You'll become a master self-brain surgeon by practicing the plan over and over.

Biopsy the thought. Put some space in there. Examine it critically.

Transplant something new if it's not helpful. Because of the miracle of neurogenesis

and your active direction of your neuroplasticity, you'll start to see Hebb's rule in action,

and you'll fire and wire those neurons into healthier synapses,

And you'll find, my friend, that you will become healthier and feel better and be happier over time.

The most important thing to know is this. When the massive thing comes,

your brain will make new synapses and realities out of it, and they will proceed,

your brain will proceed down the same old pathways you've created from all the

prior traumas, tragedies, and hardships you've encountered before unless you

take control of the process.

Having a treatment plan in place helps you be in charge of the rewiring of your

brain after the massive thing.

Instead of being a victim of what happens to you, instead of being unanchored

and blown about by everything that comes along in your life,

following this plan and that plan and never really figuring it out.

You can be rock solid and super resilient by getting your mind in order,

getting your brain under your own control.

Doesn't that sound better? Doesn't that sound better?

More hopeful, more helpful. It's Mind Change Monday, friend.

It's time to get after it. Listen, you can become healthier and you can feel

better and you can be happier, but you gotta change your mind first.

You gotta get up out of that hole of disordered thinking. I'm gonna play my

friend Tommy Walker's song, Get Up. I think it's a perfect way to end this episode.

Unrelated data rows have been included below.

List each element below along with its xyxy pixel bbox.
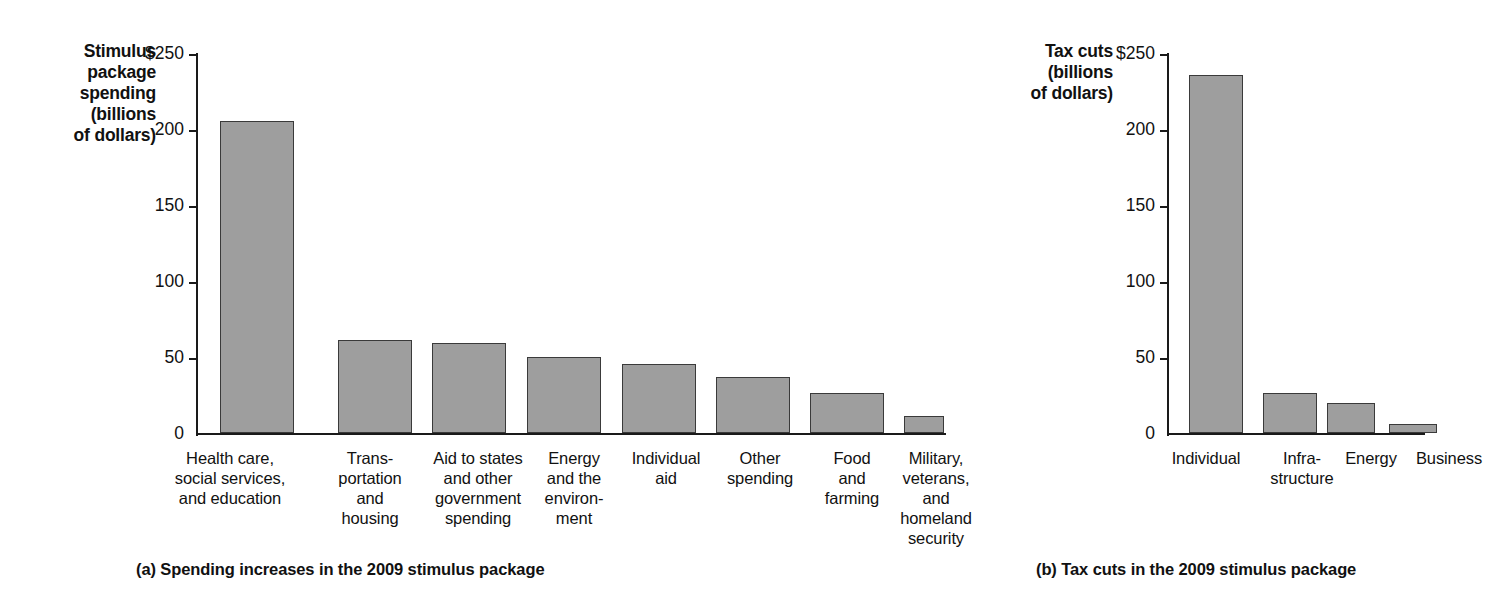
panel-b-plot-area: $250 200 150 100 50 0	[1167, 53, 1425, 435]
bar-food-farming	[810, 393, 884, 433]
panel-b-y-axis-title: Tax cuts (billions of dollars)	[963, 41, 1113, 104]
panel-a-x-axis-line	[196, 433, 946, 435]
panel-b-x-axis-line	[1167, 433, 1425, 435]
bar-other-spending	[716, 377, 790, 433]
bar-individual	[1189, 75, 1243, 433]
bar-military-veterans	[904, 416, 944, 433]
panel-a-ytick-label-100: 100	[155, 273, 184, 291]
bar-energy-environment	[527, 357, 601, 433]
bar-energy	[1327, 403, 1375, 433]
panel-b-ytick-label-150: 150	[1126, 197, 1155, 215]
bar-business	[1389, 424, 1437, 433]
cat-label-health-care: Health care, social services, and educat…	[136, 448, 324, 508]
panel-a-ytick-label-0: 0	[174, 425, 184, 443]
bar-health-care	[220, 121, 294, 433]
bar-transportation	[338, 340, 412, 433]
panel-b-ytick-label-0: 0	[1145, 425, 1155, 443]
panel-a-ytick-label-200: 200	[155, 121, 184, 139]
bar-infrastructure	[1263, 393, 1317, 433]
panel-a-ytick-label-50: 50	[165, 349, 184, 367]
cat-label-business: Business	[1369, 448, 1487, 468]
panel-b-ytick-label-250: $250	[1116, 45, 1155, 63]
panel-b-caption: (b) Tax cuts in the 2009 stimulus packag…	[1036, 560, 1356, 579]
panel-b-ytick-label-50: 50	[1136, 349, 1155, 367]
panel-b-ytick-label-200: 200	[1126, 121, 1155, 139]
panel-a-y-axis-title: Stimulus package spending (billions of d…	[8, 41, 156, 146]
panel-a-y-axis-line	[196, 53, 198, 436]
panel-a-plot-area: $250 200 150 100 50 0	[196, 53, 946, 435]
panel-a-caption: (a) Spending increases in the 2009 stimu…	[136, 560, 544, 579]
panel-a-ytick-label-250: $250	[145, 45, 184, 63]
panel-b-tax-cuts: Tax cuts (billions of dollars) $250 200 …	[955, 0, 1449, 592]
panel-a-spending: Stimulus package spending (billions of d…	[0, 0, 955, 592]
panel-a-ytick-label-150: 150	[155, 197, 184, 215]
bar-aid-to-states	[432, 343, 506, 433]
bar-individual-aid	[622, 364, 696, 433]
panel-b-ytick-label-100: 100	[1126, 273, 1155, 291]
panel-b-y-axis-line	[1167, 53, 1169, 436]
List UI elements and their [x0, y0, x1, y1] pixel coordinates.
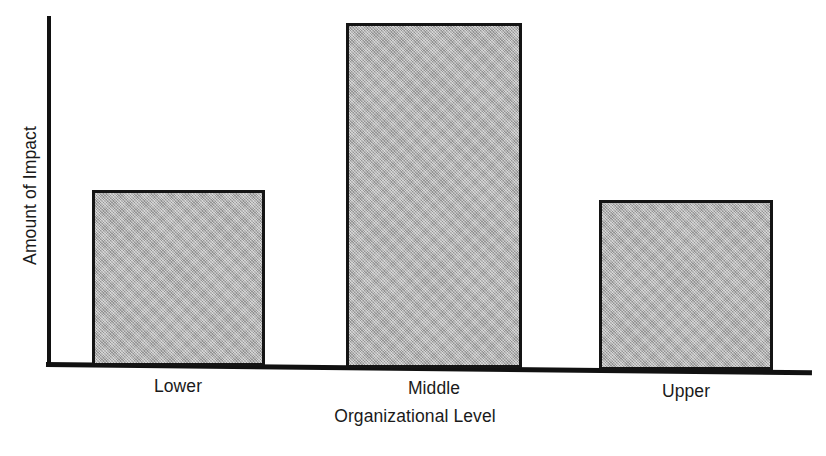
- bar-upper: [599, 200, 773, 370]
- x-tick-label-upper: Upper: [626, 381, 746, 402]
- bar-middle: [346, 23, 522, 368]
- x-tick-label-middle: Middle: [374, 378, 494, 399]
- x-tick-label-lower: Lower: [118, 376, 238, 397]
- bar-chart-figure: Amount of Impact Lower Middle Upper Orga…: [0, 0, 826, 456]
- x-axis-title: Organizational Level: [265, 406, 565, 427]
- bar-lower: [92, 190, 265, 366]
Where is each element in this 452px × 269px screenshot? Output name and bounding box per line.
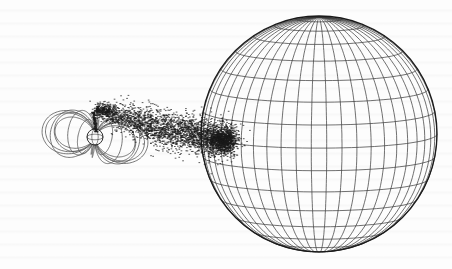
binary-star-diagram xyxy=(0,0,452,269)
accretion-stream xyxy=(90,95,251,173)
figure-canvas xyxy=(0,0,452,269)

You can change your mind and you can change your life, but you gotta have a

plan. When your brain's on fire, you gotta stop, drop, and roll, right?

It's time to get after it and it's time to start today. One, two, three, four.

Music.

Hey, thanks for listening. Please subscribe to the show so you automatically get every episode.

And if you like the show, you'll love my weekly letter. Check out my writing

at drleewarren.substack.com, drleewarren.substack.com.

Get the free newsletter every week for my best prescriptions for becoming healthier,

feeling better, and being happier through the power of faith and neuroscience,

smashing together via self-brain surgery, drleewarren.substack.com.

And if you need prayer, go to the prayer wall at wleewarrenmd.com slash prayer.

The theme music for the show is Make Us One by Tommy Walker,

graciously provided for free by the great folks over at TommyWalkerMinistries.org.

Check it out and consider supporting them, TommyWalkerMinistries.org.

Remember, you can't change your life until you change your mind.

And the good news is you can start today. I'm Dr.

Lee Warren. I'll talk to you soon. God bless you, friend. Have a great day.